In this interview, Toni Morrison has clearly grown into the wisdom that she is now known for. She is calm and poised, without falter. Her speech is slower, making listeners gravitate toward the sound like moths to a bulb. This time, she aims her remarks on racism at the interviewer, which have resurfaced virally since her death.

At 23 minutes in, the interviewer asks if Morrison will ever include white characters in a “substantial” way into her stories. Her response?

“You can’t understand how powerfully racist that question is, can you? Because you could never ask a white author, ‘When are you going to write about black people?’ Whether he did or not, or she did or not. Even the inquiry comes from a position of being in the center and being used to being in the center. And saying, ‘Is it ever possible that you will enter the mainstream?’ It’s inconceivable that where I already am is the mainstream.”

Mic drop.

Morrison makes other incredibly articulate points in this interview, but most notable, aside from her addressing the question earlier, is at 21:40, where she reveals the attitude she tries to maintain when racially-charged events occur.

She states, “I insist on being shocked. I am never going to become immune. I think that’s a kind of failure to see so much of it that you die inside. I want to be surprised and shocked every time.”

This philosophy is utterly important today for many aspects of life. It is an important mindset to try to achieve in a world with increasing levels of violence and destruction. Avoiding that numbness is the key that will drive the change.

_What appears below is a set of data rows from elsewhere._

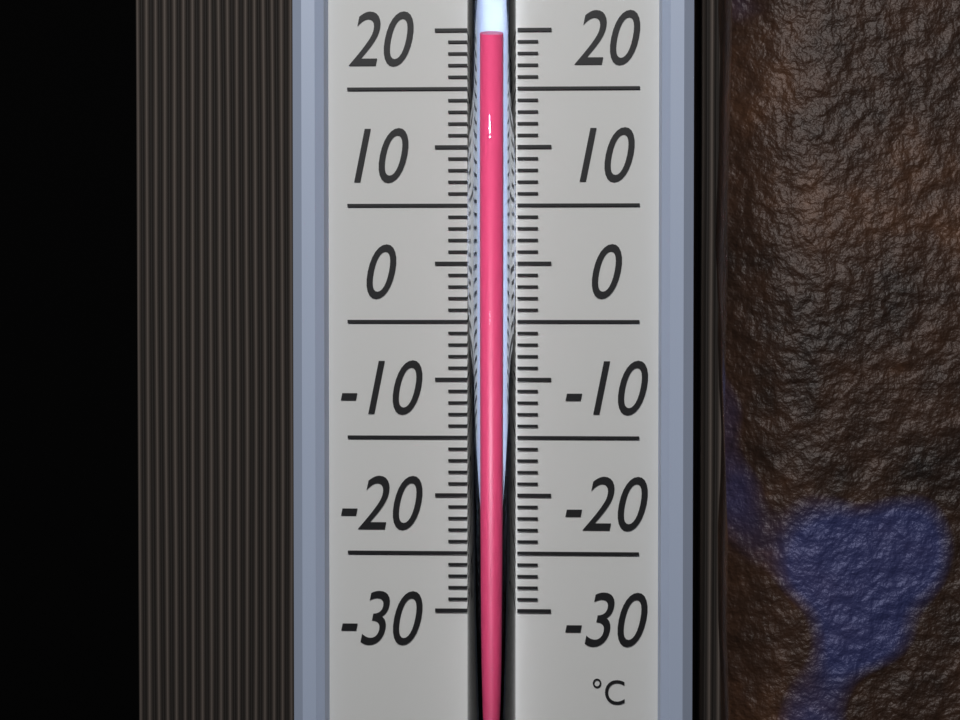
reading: 19 °C
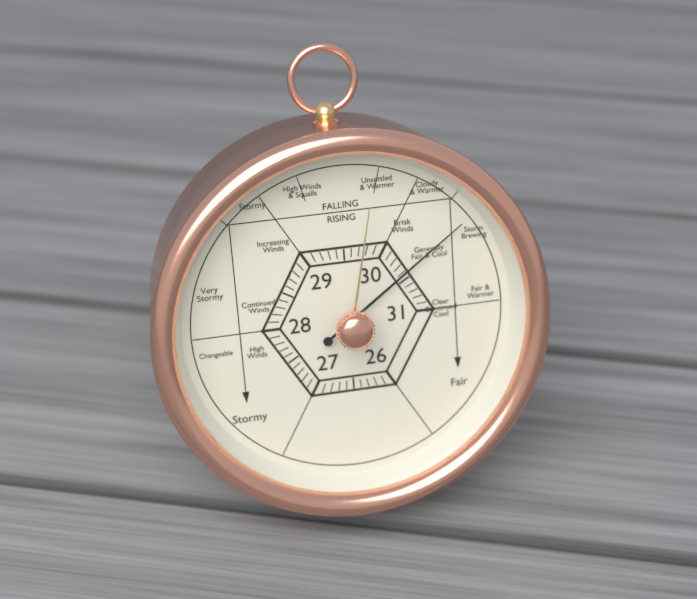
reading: 30.4 (no unit)
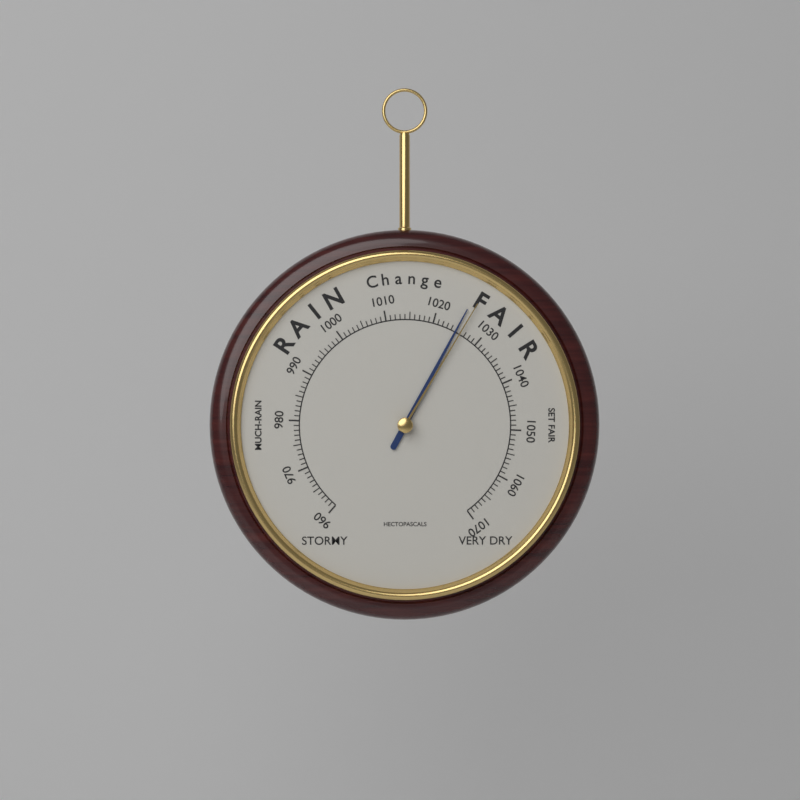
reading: 1025 hPa
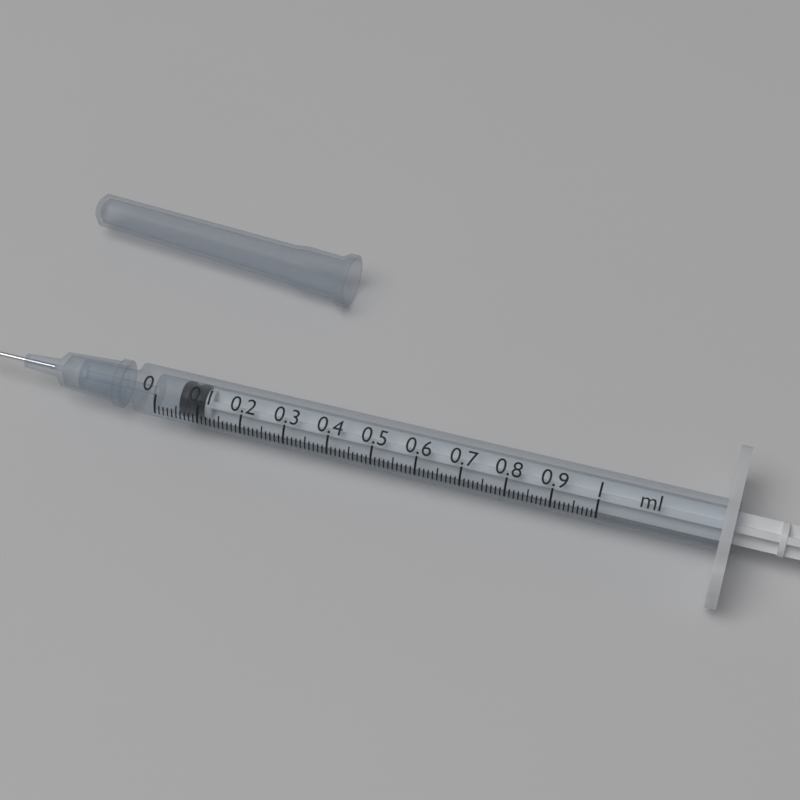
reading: 0.05 ml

4. Interview with Junot Diaz, 2013

http://https://www.youtube.com/watch?v=J5kytPjYjSQ

This is potentially the best interview listed here, in part because it is recent, and Toni Morrison has nothing but pure genius to share with the world, but also because the interviewer is Dominican American author Junot Diaz. His questions are in depth, as he has studied each of Morrison’s novels with great care. His words have a way of provoking Morrison to speak more on certain subjects, and to articulate more finely.

The interview has many incredible monologues from Toni Morrison, which makes the hour and a half a worthwhile commitment. One of her best, however, is at 15 minutes. Before this, Diaz asks her about her time as a publisher before she started writing her own books. She carried the lessons she learned from reading other African American authors and applied them to her own writing as she worked.

“… Being Tolstoy — you’re Russian. And you write for Russians. Not for little colored girls in Ohio. However, it applies. You know, once you take your own area, in your own soil, and dig deep into that, if you’re good enough at it, it’s available to everybody; you don’t have to direct it at a vague audience that you think is perhaps not yours.”

Later, she criticizes the abhorrent white feminism that reigned in the late 19th century and into the 20th within the suffragettes. At 22 minutes, she remarks how, when the feminists started to organize and congregate to discuss the issues they faced, they would be “having these huge meetings about feminism and the power of women, and they’re leaving all their black maids at home.”

This quote exemplifies how powerfully intersectional Morrison’s literature is. Her books are about black men, little black girls and black women all at once. She leaves no one behind in her books, and she left no one behind in her fight to include everyone in her readership.

Toni Morrison’s death is a loss deeply felt by many. Rest in power.